How the Rollout of the Euro Can Help Us Unify Our Video Teams, Unlock Savings and More.
The industry is abuzz with both the promise and complexities of video convergence. Beyond all the technology, measurement and currency advancements though, our teams are converging, too. That sounds simple, but designating a team “unified” doesn’t make it so. Huge swathes of our video talent think in households while equally huge swathes think in users.
This user vs household framework is, in fact, the very foundation of each cadre’s mental math throughout almost every aspect of their jobs. It’s so entrenched and reflexive that it’s analogous to whether one has grown up with the Imperial vs Metric system or with Fahrenheit vs Celsius temperatures.
Do we need to – or can we even – decide on users or households in order to unify all our different video teams? The beauty is that we don’t need to. Users and households weren’t adopted arbitrarily, and each is tethered to different delivery infrastructures that are likely to be with us for some time.

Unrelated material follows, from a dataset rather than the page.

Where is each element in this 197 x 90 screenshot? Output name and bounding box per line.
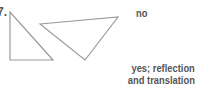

We do, however, need to start enabling the legions of people who’ve forecasted, planned, bought, reported and optimized on users (or at least what they thought were users) to get comfortable with household-denominated metrics. We also need to start enabling their compatriots who’ve done the same on households to get comfortable with user-denominated metrics. As to whether the scale and complexity of such a sea change is possible, we need only look back on a real-world example where millions of people changed their collectively entrenched mental math: the rollout of the Euro.
To be clear, I’m not advocating a single currency. If anything, I’m in the multi-currency camp. It’s the rollout that’s important here.
Years before Euro notes were circulated, citizens in each participating country saw prices listed side by side in both their national currencies and Euros. This adaptation period, during which people saw both currencies side by side for long enough, enabled millions of people with different backgrounds, professions, languages, nationalities and beliefs to seamlessly calculate values from their national currencies to Euros and vice versa. Everyone was able to operate seamlessly with both.
Want TV buyers to buy CTV on users across multiple omnichannel DSPs? Or programmatic traders to buy addressable linear on households? Or either of them to work seamlessly across video’s multiple platforms? If so, then interoperability across users and households is key…and not just for industry. It’s also key for consumers and their expectations for relevant, personalized messaging.
Identity tools and their ID graphs, which contain these user-to-household mappings, are already transforming measurement. Measurement, however, occurs after media has run, not before. In order for our video teams to be unified full circle, this user vs household framework can’t just be downstream. It has to be upstream as well. Factoring out and showing identity-based users and households side by side – in enough platforms and across all of their different functions – could help get us there.
How easy or difficult this is depends on the platforms themselves, but having use cases of user-to-household translations that create their own value could stair-step us on our way. Here are a few use cases to get us started. The first is from direct mail and available to us today; the second would require some partnerships and development work on our CTVs, but the benefits would cascade throughout the ecosystem.
Household suppression lists: A lot of the biggest advertisers sell products that, once purchased by a household, aren’t likely to be purchased again by that same household for at least a year or more. Think car insurance, wireless carriers, cable providers, travel OTAs and more. As individual consumers buy such products and services, those purchases become part of their respective advertisers’ 1st-party data. As a result, those advertisers – or their agencies and partners – can then run each purchaser through an ID graph, identify all the users in that purchaser’s household and then suppress the entire household versus just the purchaser.
Most suppression lists are based on users, not households. If industry best practice is to only suppress 1 of the average 2.5 users in a purchasing household, then this use case alone represents a wealth of untapped savings.
CTV Single Sign-On (“SSO”): New CTVs are generally set up via single user accounts. Streaming services, however, offer profiles for each member of or user in a household. As a result, streaming services can target households or individual users at the profile level whereas OEMs are limited to either the household or the individual account holder.
There are both competitive and chicken and egg issues that would need to be sorted out, but SSO has been nearly universal across web content for years. So why not CTVs? Plus, OEMs could build their own SSOs and push them out through their OS updates. An OEM SSO that propagates or syncs multiple user profiles to each of the streaming apps on their OS could not only create user and household targeting parity, but also enable better frequency controls across each OEM’s install base.
Another approach could be the consortia such as OpenAP. If OpenAP were to have a consumer-branded SSO that signed into their members’ streaming apps across different OEMs, they’d be able to manage frequency within their members’ apps across different manufacturers in real-time. Given OpenAP’s move into the currency space, a joint venture with the OEMs could be a possibility, too.
An OEM or Consortium SSO that supports multiple profiles, aka users, would not only enable clearer user and household mappings, but also better targeting, frequency controls and user experiences. Each of these represents a sizeable economic opportunity on its own. Taken together though, the possibilities and potential are even greater.
There are surely plenty of other potential use cases, too. However, our current platforms and ways of working almost always force us down a user or a household path. Thankfully, we have the tools and technology to not only use both, but make them interoperable. Imagine the value we could unlock if we do.